It bombed. Critics called it shallow. Audiences yawned at the leads. Memes were made about the chemistry (or lack thereof) between Dane DeHaan and Cara Delevingne.
Besson, a lifelong comic book nerd (he grew up on the French comic Valérian and Laureline by Christin and Mézières), understands that sci-fi works best when the technology serves the idea , not the explosion. The famous "VR suit" scene, where Valerian walks through a desert while wearing a massive mechanical suit that mimics his every move? That is lifted directly from the comics, and it remains one of the most tactile, believable pieces of future-tech ever put to film. Let’s address the elephant in the room: Dane DeHaan and Cara Delevingne.
Valerian gave us that. It gave us a city where every corner hides a new species, a new language, a new mistake. It gave us a universe that feels lived in —not by heroes, but by billions of weirdos just trying to get by.

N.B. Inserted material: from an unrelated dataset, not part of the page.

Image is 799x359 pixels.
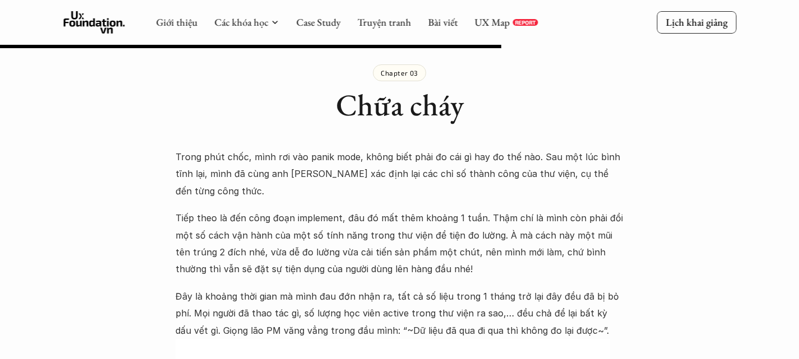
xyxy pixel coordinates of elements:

If you skipped Valerian because of the bad reviews, do yourself a favor. Stream it on the biggest screen you can find. Turn off your expectations for snappy dialogue or romantic chemistry. Turn on your sense of wonder.

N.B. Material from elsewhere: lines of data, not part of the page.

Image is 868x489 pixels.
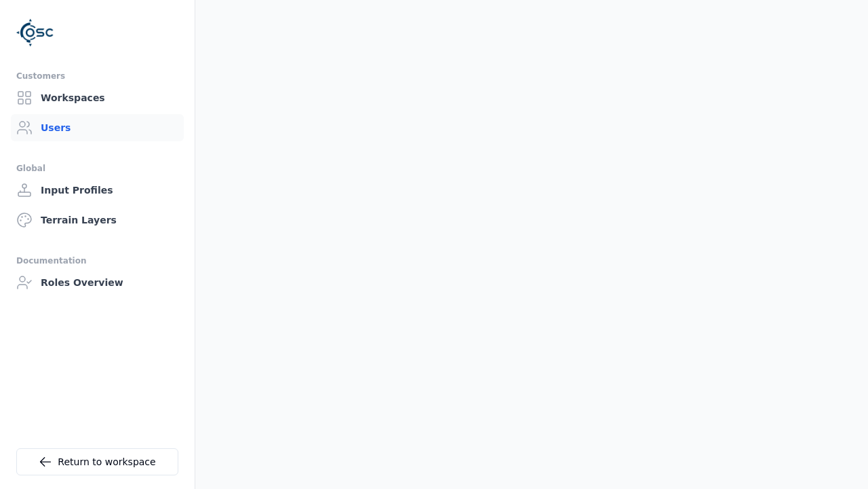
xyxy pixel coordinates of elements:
[17,448,179,475] a: Return to workspace
[17,160,179,177] div: Global
[11,114,184,141] a: Users
[11,84,184,111] a: Workspaces
[11,177,184,204] a: Input Profiles
[11,207,184,234] a: Terrain Layers
[17,14,54,52] img: Logo
[17,252,179,269] div: Documentation
[17,68,179,84] div: Customers
[11,269,184,296] a: Roles Overview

Critics were brutal. "Valerian has no charisma." "Laureline looks bored." And to a certain extent, they aren't wrong. DeHaan plays Valerian as a cocky, baby-faced rogue, but he lacks the roguish charm of a Bruce Willis or a Chris Pratt. He feels like a trust fund kid who bought a spaceship. Delevingne fares better, bringing a grounded frustration to Laureline, but the script forces her to fall for a man who sexually harasses her in the first ten minutes.
In the summer of 2017, something strange happened at the multiplex. Luc Besson, the visionary French director behind The Fifth Element and Leon: The Professional , dropped over $200 million on a passion project nearly forty years in the making. The result was Valerian and the City of a Thousand Planets .

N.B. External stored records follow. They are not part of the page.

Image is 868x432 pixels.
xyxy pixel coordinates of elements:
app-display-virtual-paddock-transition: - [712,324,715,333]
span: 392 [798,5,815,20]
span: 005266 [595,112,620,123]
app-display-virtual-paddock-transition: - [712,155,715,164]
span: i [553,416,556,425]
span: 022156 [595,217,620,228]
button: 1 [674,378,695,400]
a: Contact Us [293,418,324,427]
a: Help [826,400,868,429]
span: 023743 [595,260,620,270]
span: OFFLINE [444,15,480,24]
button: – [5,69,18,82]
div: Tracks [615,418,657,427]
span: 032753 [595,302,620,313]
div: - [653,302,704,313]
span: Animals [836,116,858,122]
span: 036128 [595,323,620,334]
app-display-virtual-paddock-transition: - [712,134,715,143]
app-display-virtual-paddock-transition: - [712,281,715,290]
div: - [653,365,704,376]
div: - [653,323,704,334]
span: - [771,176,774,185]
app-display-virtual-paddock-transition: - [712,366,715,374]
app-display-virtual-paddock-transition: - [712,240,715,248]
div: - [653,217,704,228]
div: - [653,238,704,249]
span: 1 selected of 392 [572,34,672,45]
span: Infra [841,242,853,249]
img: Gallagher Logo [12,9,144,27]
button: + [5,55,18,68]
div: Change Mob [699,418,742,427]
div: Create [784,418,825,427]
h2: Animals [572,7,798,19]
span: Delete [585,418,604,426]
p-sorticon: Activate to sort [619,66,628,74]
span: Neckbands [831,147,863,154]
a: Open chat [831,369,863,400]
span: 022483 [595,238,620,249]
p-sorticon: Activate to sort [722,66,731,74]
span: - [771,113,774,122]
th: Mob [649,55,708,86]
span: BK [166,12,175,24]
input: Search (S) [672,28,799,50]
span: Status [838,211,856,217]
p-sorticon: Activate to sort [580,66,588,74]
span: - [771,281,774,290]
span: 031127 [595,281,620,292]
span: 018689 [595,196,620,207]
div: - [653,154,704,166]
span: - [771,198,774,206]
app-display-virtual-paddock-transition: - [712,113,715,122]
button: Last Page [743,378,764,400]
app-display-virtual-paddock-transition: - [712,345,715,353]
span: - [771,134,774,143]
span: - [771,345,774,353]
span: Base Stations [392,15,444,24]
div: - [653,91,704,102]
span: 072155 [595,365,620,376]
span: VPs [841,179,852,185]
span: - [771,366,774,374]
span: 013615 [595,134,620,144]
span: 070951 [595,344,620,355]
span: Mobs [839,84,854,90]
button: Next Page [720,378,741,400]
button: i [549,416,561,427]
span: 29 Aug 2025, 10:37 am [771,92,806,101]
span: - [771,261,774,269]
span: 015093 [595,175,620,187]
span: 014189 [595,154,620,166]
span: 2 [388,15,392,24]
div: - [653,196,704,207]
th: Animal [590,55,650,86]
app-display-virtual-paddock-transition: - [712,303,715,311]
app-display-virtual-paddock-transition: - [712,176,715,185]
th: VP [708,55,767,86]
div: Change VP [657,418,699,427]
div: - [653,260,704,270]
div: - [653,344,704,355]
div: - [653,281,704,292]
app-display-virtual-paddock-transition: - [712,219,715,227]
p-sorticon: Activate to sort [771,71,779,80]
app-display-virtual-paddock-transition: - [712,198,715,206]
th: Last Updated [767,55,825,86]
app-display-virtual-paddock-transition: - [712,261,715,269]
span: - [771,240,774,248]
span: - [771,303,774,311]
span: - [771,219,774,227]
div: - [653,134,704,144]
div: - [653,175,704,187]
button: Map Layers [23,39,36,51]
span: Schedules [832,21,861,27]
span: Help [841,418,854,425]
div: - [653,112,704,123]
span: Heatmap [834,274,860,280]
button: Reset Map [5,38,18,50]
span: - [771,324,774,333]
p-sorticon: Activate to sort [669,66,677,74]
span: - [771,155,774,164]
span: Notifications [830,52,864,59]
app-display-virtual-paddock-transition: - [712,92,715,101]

Played by Rihanna in a extended cameo, Bubble is a shapeshifting alien performer who helps the heroes escape. In ten minutes of screen time, Rihanna goes through a dozen costume changes—a flapper, a maid, a nurse, a burlesque dancer, a military officer. Her death scene is heartbreaking not because of the plot, but because she represents the soul of Alpha: adaptable, beautiful, and ultimately disposable to the empire.
This is not subtle. It is Avatar meets The Crying Game . The Pearls are refugees. Their home is gone. They live in the hidden, neglected underbelly of Alpha—a literal "no man's land" of radiation and shadows.